Gregorio Reyes stabbed and killed Fausta Tavera after she told him she was leaving him to return to her parents. Reyes claimed it was accidental and occurred during an affray with Tavera's relatives. However, the court ruled the act was not accidental. The court found Reyes guilty of homicide, sentencing him to 8 to 14 years and 8 months in prison. The court determined Tavera's refusal to renew their relationship did not legally provoke Reyes, and her relatives did not attack him as claimed. Reyes was ordered to pay 1,000 pesos to Tavera's heirs.
Gregorio Reyes stabbed and killed Fausta Tavera after she told him she was leaving him to return to her parents. Reyes claimed it was accidental and occurred during an affray with Tavera's relatives. However, the court ruled the act was not accidental. The court found Reyes guilty of homicide, sentencing him to 8 to 14 years and 8 months in prison. The court determined Tavera's refusal to renew their relationship did not legally provoke Reyes, and her relatives did not attack him as claimed. Reyes was ordered to pay 1,000 pesos to Tavera's heirs.
Gregorio Reyes stabbed and killed Fausta Tavera after she told him she was leaving him to return to her parents. Reyes claimed it was accidental and occurred during an affray with Tavera's relatives. However, the court ruled the act was not accidental. The court found Reyes guilty of homicide, sentencing him to 8 to 14 years and 8 months in prison. The court determined Tavera's refusal to renew their relationship did not legally provoke Reyes, and her relatives did not attack him as claimed. Reyes was ordered to pay 1,000 pesos to Tavera's heirs.
THE PEOPLE OF THE PHILIPPINE ISLANDS, plaintiff-appellee, vs. GREGORIO REYES, defendant-appellant. Facts: Fausta Tavera, deceased, and Gregorio Reyes, appellant, had been living together for a couple of weeks before her parents had persuaded her to come home and were demanding that appellant pay a dowry of P30 before the date of the celebration of the marriage could be fixed. On the evening of April 30, 1934, during an impromptu dance for a barrio procession, the deceased and appellant were talking in the yard of the house. The deceased informed the appellant that she could not return to him and she was going with her parents in Catanduanes. Appellant dragged the deceased towards the street and stabbed her in the chest with a fanknife. The deceased ran to the house of the barrio lieutenant, a short distance away, falling deed at the foot of the staircase, although the wound was only a slight one, it not having penetrated the thoracic cavity, having hit a bone. The three relatives of the deceased attempted to seize the appellant but the latter immediately ran away. The appellant attested in his own behalf claimed that he was attacked by the three relatives of the deceased and that the wound he inflicted on the deceased is purely accidental provoked by the affray. Issue: Whether or not the act done by the appellant is accidental Ruling: No, the court held that the act done by the appellant is not accidental. Article 4 (2) of the Revised Penal Code states that, “ By any person peforming an act which would be an offense against persons or property, were it not or the inherent impossibility of its accomplishment or on account of the employment of inadequate or ineffectual means.” In the present case, the trial court considered provocation as a mitigating circumstance based on the testimony of appellant that he had been attacked, overlooking the fact that the law requires that the provocation come from the offended party. Certainly, the deceased did not attack appellant, and her refusal to renew her illicit relationship with him can hardly be construed as legal provocation. The appellant is found guilty beyond reasonable doubt of the crime of homicide without either aggravating or mitigating circumstances. He is sentenced from eight years of prision mayor to fourteen years, eight months, and one day of reclusion temporal and to indemnify the heirs of the offended party in the sum of P1,000.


WHAT YOU SHOULD DO: What you give back should match the entries below character for character.
*** SUPPLIED DATA
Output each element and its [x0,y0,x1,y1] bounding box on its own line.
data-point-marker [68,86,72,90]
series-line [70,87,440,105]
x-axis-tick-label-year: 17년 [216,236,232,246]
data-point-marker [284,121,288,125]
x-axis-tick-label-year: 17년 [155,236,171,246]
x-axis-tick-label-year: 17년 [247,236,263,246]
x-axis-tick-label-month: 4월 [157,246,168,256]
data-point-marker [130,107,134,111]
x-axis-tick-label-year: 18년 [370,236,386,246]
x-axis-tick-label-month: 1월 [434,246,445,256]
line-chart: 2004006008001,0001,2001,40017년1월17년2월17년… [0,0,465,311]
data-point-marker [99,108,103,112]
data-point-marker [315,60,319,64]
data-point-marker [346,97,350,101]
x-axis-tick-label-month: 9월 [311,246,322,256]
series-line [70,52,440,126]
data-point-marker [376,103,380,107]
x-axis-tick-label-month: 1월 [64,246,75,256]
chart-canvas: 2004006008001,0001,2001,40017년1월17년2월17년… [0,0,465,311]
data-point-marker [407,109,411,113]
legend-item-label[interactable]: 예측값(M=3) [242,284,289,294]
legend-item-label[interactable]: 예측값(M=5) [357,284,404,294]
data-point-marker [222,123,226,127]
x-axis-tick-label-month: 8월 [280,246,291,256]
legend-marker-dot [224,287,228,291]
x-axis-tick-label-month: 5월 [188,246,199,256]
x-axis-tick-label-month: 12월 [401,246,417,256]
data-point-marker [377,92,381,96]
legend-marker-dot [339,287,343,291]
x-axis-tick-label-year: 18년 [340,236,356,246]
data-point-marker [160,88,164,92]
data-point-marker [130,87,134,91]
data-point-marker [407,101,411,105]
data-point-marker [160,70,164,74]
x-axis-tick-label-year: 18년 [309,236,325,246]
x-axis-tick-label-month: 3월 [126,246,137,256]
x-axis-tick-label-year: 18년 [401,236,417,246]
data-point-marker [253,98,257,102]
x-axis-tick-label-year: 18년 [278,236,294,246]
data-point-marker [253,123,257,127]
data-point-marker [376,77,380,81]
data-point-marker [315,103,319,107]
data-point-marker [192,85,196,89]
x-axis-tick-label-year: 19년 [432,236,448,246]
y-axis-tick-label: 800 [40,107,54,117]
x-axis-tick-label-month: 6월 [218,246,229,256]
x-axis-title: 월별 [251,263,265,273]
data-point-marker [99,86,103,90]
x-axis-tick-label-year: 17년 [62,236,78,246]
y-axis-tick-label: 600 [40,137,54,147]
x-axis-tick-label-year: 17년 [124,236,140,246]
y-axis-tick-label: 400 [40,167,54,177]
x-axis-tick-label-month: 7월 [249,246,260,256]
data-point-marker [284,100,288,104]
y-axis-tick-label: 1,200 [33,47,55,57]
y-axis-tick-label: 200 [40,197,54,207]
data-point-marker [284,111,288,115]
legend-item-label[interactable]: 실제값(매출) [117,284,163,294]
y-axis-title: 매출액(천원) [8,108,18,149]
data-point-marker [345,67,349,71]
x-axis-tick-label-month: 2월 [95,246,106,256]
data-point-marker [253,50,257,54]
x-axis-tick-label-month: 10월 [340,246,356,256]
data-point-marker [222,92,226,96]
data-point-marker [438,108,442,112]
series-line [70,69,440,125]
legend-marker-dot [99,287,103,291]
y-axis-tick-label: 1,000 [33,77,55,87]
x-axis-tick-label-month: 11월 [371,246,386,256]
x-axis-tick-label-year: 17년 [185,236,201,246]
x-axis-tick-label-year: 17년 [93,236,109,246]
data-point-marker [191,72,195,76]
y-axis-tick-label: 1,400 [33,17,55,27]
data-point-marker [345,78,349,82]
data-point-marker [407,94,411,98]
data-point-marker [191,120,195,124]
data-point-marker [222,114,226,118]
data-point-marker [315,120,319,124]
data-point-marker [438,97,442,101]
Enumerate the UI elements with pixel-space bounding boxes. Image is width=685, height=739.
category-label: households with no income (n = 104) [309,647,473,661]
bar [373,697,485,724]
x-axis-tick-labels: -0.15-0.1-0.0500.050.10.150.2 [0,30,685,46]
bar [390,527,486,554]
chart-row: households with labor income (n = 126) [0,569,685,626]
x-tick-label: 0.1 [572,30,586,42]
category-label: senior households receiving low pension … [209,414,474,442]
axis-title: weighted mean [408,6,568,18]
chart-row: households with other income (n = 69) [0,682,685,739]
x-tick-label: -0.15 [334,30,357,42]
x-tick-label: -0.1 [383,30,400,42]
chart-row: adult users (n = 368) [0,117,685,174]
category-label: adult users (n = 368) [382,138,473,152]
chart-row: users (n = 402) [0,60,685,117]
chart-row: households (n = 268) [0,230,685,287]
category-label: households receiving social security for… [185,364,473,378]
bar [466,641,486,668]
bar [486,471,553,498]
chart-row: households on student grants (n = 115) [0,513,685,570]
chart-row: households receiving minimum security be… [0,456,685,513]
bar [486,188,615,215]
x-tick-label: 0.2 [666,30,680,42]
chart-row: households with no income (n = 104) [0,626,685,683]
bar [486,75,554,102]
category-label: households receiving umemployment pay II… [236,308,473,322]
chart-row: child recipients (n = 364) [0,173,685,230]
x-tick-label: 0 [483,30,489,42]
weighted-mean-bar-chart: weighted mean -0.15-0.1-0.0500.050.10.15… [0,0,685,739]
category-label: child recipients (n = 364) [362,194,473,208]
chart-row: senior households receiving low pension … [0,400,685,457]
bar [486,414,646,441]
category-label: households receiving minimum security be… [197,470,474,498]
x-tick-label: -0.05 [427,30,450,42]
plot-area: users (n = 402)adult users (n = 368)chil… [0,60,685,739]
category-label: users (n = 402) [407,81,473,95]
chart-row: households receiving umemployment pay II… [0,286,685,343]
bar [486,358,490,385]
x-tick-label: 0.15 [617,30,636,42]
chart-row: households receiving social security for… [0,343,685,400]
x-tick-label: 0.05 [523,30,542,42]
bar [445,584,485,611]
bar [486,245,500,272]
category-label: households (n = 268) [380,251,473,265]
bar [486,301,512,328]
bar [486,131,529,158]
******
REPLY TO THE EXERCISE:
Output each element and its [x0,y0,x1,y1] bounding box on its own line.
data-point-marker [68,86,72,90]
series-line [70,87,440,105]
x-axis-tick-label-year: 17년 [216,236,232,246]
data-point-marker [284,121,288,125]
x-axis-tick-label-year: 17년 [155,236,171,246]
x-axis-tick-label-year: 17년 [247,236,263,246]
x-axis-tick-label-month: 4월 [157,246,168,256]
data-point-marker [130,107,134,111]
x-axis-tick-label-year: 18년 [370,236,386,246]
x-axis-tick-label-month: 1월 [434,246,445,256]
line-chart: 2004006008001,0001,2001,40017년1월17년2월17년… [0,0,465,311]
data-point-marker [99,108,103,112]
data-point-marker [315,60,319,64]
data-point-marker [346,97,350,101]
x-axis-tick-label-month: 9월 [311,246,322,256]
series-line [70,52,440,126]
data-point-marker [376,103,380,107]
x-axis-tick-label-month: 1월 [64,246,75,256]
chart-canvas: 2004006008001,0001,2001,40017년1월17년2월17년… [0,0,465,311]
data-point-marker [407,109,411,113]
legend-item-label[interactable]: 예측값(M=3) [242,284,289,294]
legend-item-label[interactable]: 예측값(M=5) [357,284,404,294]
data-point-marker [222,123,226,127]
x-axis-tick-label-month: 8월 [280,246,291,256]
legend-marker-dot [224,287,228,291]
x-axis-tick-label-month: 5월 [188,246,199,256]
x-axis-tick-label-month: 12월 [401,246,417,256]
data-point-marker [377,92,381,96]
legend-marker-dot [339,287,343,291]
x-axis-tick-label-year: 18년 [340,236,356,246]
data-point-marker [160,88,164,92]
data-point-marker [130,87,134,91]
data-point-marker [407,101,411,105]
data-point-marker [160,70,164,74]
x-axis-tick-label-year: 18년 [309,236,325,246]
x-axis-tick-label-month: 3월 [126,246,137,256]
x-axis-tick-label-year: 18년 [401,236,417,246]
data-point-marker [253,98,257,102]
x-axis-tick-label-year: 18년 [278,236,294,246]
data-point-marker [253,123,257,127]
data-point-marker [376,77,380,81]
data-point-marker [315,103,319,107]
data-point-marker [192,85,196,89]
x-axis-tick-label-year: 19년 [432,236,448,246]
y-axis-tick-label: 800 [40,107,54,117]
x-axis-tick-label-month: 6월 [218,246,229,256]
x-axis-title: 월별 [251,263,265,273]
data-point-marker [99,86,103,90]
x-axis-tick-label-year: 17년 [62,236,78,246]
y-axis-tick-label: 600 [40,137,54,147]
x-axis-tick-label-year: 17년 [124,236,140,246]
y-axis-tick-label: 400 [40,167,54,177]
x-axis-tick-label-month: 7월 [249,246,260,256]
data-point-marker [284,100,288,104]
y-axis-tick-label: 1,200 [33,47,55,57]
y-axis-tick-label: 200 [40,197,54,207]
data-point-marker [284,111,288,115]
legend-item-label[interactable]: 실제값(매출) [117,284,163,294]
y-axis-title: 매출액(천원) [8,108,18,149]
data-point-marker [345,67,349,71]
x-axis-tick-label-month: 2월 [95,246,106,256]
data-point-marker [253,50,257,54]
x-axis-tick-label-month: 10월 [340,246,356,256]
data-point-marker [222,92,226,96]
data-point-marker [438,108,442,112]
series-line [70,69,440,125]
legend-marker-dot [99,287,103,291]
y-axis-tick-label: 1,000 [33,77,55,87]
x-axis-tick-label-month: 11월 [371,246,386,256]
x-axis-tick-label-year: 17년 [185,236,201,246]
x-axis-tick-label-year: 17년 [93,236,109,246]
data-point-marker [191,72,195,76]
y-axis-tick-label: 1,400 [33,17,55,27]
data-point-marker [345,78,349,82]
data-point-marker [407,94,411,98]
data-point-marker [191,120,195,124]
data-point-marker [222,114,226,118]
data-point-marker [315,120,319,124]
data-point-marker [438,97,442,101]
Enumerate the UI elements with pixel-space bounding boxes. Image is width=685, height=739.
category-label: households with no income (n = 104) [309,647,473,661]
bar [373,697,485,724]
x-axis-tick-labels: -0.15-0.1-0.0500.050.10.150.2 [0,30,685,46]
bar [390,527,486,554]
chart-row: households with labor income (n = 126) [0,569,685,626]
x-tick-label: 0.1 [572,30,586,42]
category-label: senior households receiving low pension … [209,414,474,442]
axis-title: weighted mean [408,6,568,18]
chart-row: households with other income (n = 69) [0,682,685,739]
x-tick-label: -0.15 [334,30,357,42]
x-tick-label: -0.1 [383,30,400,42]
chart-row: adult users (n = 368) [0,117,685,174]
category-label: adult users (n = 368) [382,138,473,152]
chart-row: users (n = 402) [0,60,685,117]
chart-row: households (n = 268) [0,230,685,287]
category-label: households receiving social security for… [185,364,473,378]
bar [466,641,486,668]
bar [486,471,553,498]
chart-row: households on student grants (n = 115) [0,513,685,570]
chart-row: households receiving minimum security be… [0,456,685,513]
bar [486,188,615,215]
x-tick-label: 0.2 [666,30,680,42]
chart-row: households with no income (n = 104) [0,626,685,683]
bar [486,75,554,102]
category-label: households receiving umemployment pay II… [236,308,473,322]
chart-row: child recipients (n = 364) [0,173,685,230]
x-tick-label: 0 [483,30,489,42]
weighted-mean-bar-chart: weighted mean -0.15-0.1-0.0500.050.10.15… [0,0,685,739]
category-label: child recipients (n = 364) [362,194,473,208]
chart-row: senior households receiving low pension … [0,400,685,457]
bar [486,414,646,441]
category-label: households receiving minimum security be… [197,470,474,498]
x-tick-label: -0.05 [427,30,450,42]
plot-area: users (n = 402)adult users (n = 368)chil… [0,60,685,739]
category-label: users (n = 402) [407,81,473,95]
chart-row: households receiving umemployment pay II… [0,286,685,343]
bar [486,358,490,385]
x-tick-label: 0.15 [617,30,636,42]
chart-row: households receiving social security for… [0,343,685,400]
x-tick-label: 0.05 [523,30,542,42]
bar [445,584,485,611]
bar [486,245,500,272]
category-label: households (n = 268) [380,251,473,265]
bar [486,301,512,328]
bar [486,131,529,158]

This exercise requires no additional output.